Since HTTP is a stateless protocol, the Web server retains no memory of past actions and treats each browser request as a one-time event. This statelessness makes it difficult for Web developers to create the level of application interactivity that most users expect. Although persistent application state can be maintained in a database or stored in files, such solutions are often difficult to implement, and involve a hefty memory overhead and performance penalty. ASP surmounts these problems by providing its own session management.

Using the ASP Session object, one of the ASP built-in objects, developers can store any data they wish, including references to objects they have instantiated. The Session object is analogous to an associative array, into which values may be stored and retrieved by using a string (or keyword) as the index.
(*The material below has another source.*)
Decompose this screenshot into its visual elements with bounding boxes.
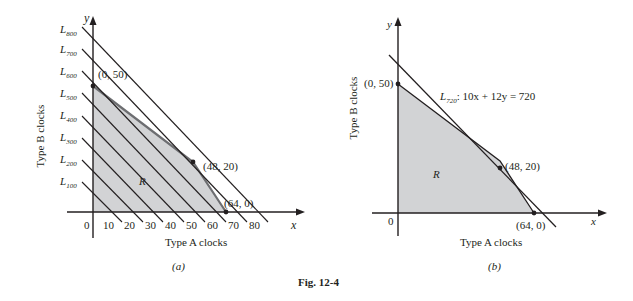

For example, the following instruction assigns “John Doe” to the MyName entry in the array:

<% Session("MyName") = "John Doe" %>

The value “John Doe” is retrieved from the Session object by using the MyName keyword, as shown here:

My name is: <%= Session("MyName") %>

The Session object exists in memory on the server and maintains its state for the duration of the user’s Web session. You can disable this object on a page-by-page basis using the declarative <%@ EnableSessionState=False %>. Disabling the Session object does not affect values that have previously been stored in this object. However, it may speed up the processing of pages that don’t use the Session object. Furthermore, multiple ASP pages in an HTML frameset may be serialized (run in sequential order) if they use session state. Disabling the Session object in child frames that don’t require it will allow the frame requests to execute concurrently.

The Application object is used in a similar fashion to store values that persist for the lifetime of the ASP application; it is also used to share values across user sessions. The values stored in the Session and Application objects persist between page requests, and can be retrieved at any point using the keyword that they were assigned.